Somewhere between indifference and obsessiveness, there’s a space of balance – and, to add to uncertainty (oh, yay) – that place is dynamic and situational, rather than being a comfortably known, fixed place.

I’m realizing lambing – and my relationship with it – are microcosms of something much larger taking place in human history:

  • What might we be collectively birthing?
  • If so…is it a baby that will be viable? Will it be a breech birth; will it be deformed?
  • How do we get it here? When will it be here and what will it look like? How will we nurture it?

And friend, Maralyn Cale’s reminder question:

What is mine to hold in all of this?

Just as I’ve realized it is not sustainable (or loving) for me to ask my body to forego sleep and hold the burden of sheep midwifery at this point in my life, I’m looking at what is mine to hold, to tend and nurture, at this point in humanity’s collective journey.

What is mine to hold? What is yours? What is ours to hold together?

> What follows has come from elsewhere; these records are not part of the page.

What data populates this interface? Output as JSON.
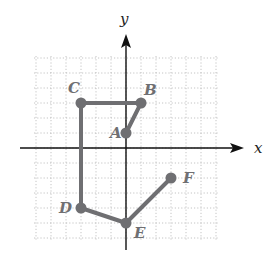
{
  "diagram": {
    "type": "coordinate-plane-path",
    "axes": {
      "x_label": "x",
      "y_label": "y"
    },
    "grid": {
      "x_min": -6,
      "x_max": 6,
      "y_min": -6,
      "y_max": 6,
      "spacing": 1
    },
    "points": [
      {
        "label": "A",
        "x": 0,
        "y": 1
      },
      {
        "label": "B",
        "x": 1,
        "y": 3
      },
      {
        "label": "C",
        "x": -3,
        "y": 3
      },
      {
        "label": "D",
        "x": -3,
        "y": -4
      },
      {
        "label": "E",
        "x": 0,
        "y": -5
      },
      {
        "label": "F",
        "x": 3,
        "y": -2
      }
    ],
    "path_order": [
      "A",
      "B",
      "C",
      "D",
      "E",
      "F"
    ],
    "colors": {
      "path": "#6f6f72",
      "grid": "#b5b5b5",
      "axis": "#111111"
    }
  }
}
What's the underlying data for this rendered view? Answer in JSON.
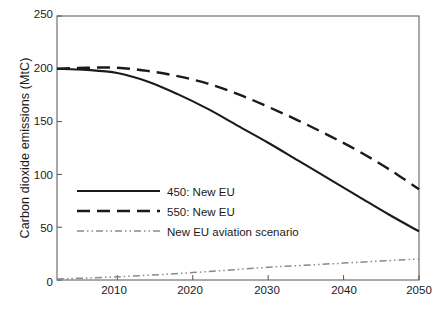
{
  "chart_data": {
    "type": "line",
    "title": "",
    "xlabel": "Year",
    "ylabel": "Carbon dioxide emissions (MtC)",
    "xlim": [
      2002,
      2050
    ],
    "ylim": [
      0,
      250
    ],
    "xticks": [
      2010,
      2020,
      2030,
      2040,
      2050
    ],
    "yticks": [
      0,
      50,
      100,
      150,
      200,
      250
    ],
    "grid": false,
    "legend_position": "center-left",
    "series": [
      {
        "name": "450: New EU",
        "style": "solid",
        "color": "#1a1a1a",
        "x": [
          2002,
          2006,
          2010,
          2014,
          2018,
          2022,
          2026,
          2030,
          2034,
          2038,
          2042,
          2046,
          2050
        ],
        "values": [
          200,
          199,
          196,
          188,
          176,
          162,
          146,
          130,
          113,
          96,
          79,
          62,
          46
        ]
      },
      {
        "name": "550: New EU",
        "style": "dashed",
        "color": "#1a1a1a",
        "x": [
          2002,
          2006,
          2010,
          2014,
          2018,
          2022,
          2026,
          2030,
          2034,
          2038,
          2042,
          2046,
          2050
        ],
        "values": [
          200,
          201,
          201,
          198,
          193,
          186,
          176,
          164,
          151,
          137,
          122,
          105,
          86
        ]
      },
      {
        "name": "New EU aviation scenario",
        "style": "dash-dot-dot",
        "color": "#8a8a8a",
        "x": [
          2002,
          2010,
          2020,
          2030,
          2040,
          2050
        ],
        "values": [
          1,
          3,
          7,
          12,
          16,
          20
        ]
      }
    ]
  },
  "axis": {
    "ylabel": "Carbon dioxide emissions (MtC)",
    "xlabel": "Year",
    "ytick_labels": [
      "250",
      "200",
      "150",
      "100",
      "50",
      "0"
    ],
    "xtick_labels": [
      "2010",
      "2020",
      "2030",
      "2040",
      "2050"
    ]
  },
  "legend": {
    "items": [
      {
        "label": "450: New EU"
      },
      {
        "label": "550: New EU"
      },
      {
        "label": "New EU aviation scenario"
      }
    ]
  }
}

Life continues to call us to build the capacities needed for meeting uncertainty in life-affirming ways (vs. reactive need to control). In ways that ask us to step out of old, unconscious narratives that perpetuate the messages of Yesterday’s Culture, namely Control-Conquer-Dominate.

One last thought:

What if, what looks like an unraveling of what has been known and familiar, is instead an unfolding of new possibilities?

What might be the metaphorical lambs we are laboring together to bring into the world, even as we may not yet recognize and understand the labor or what is being birthed?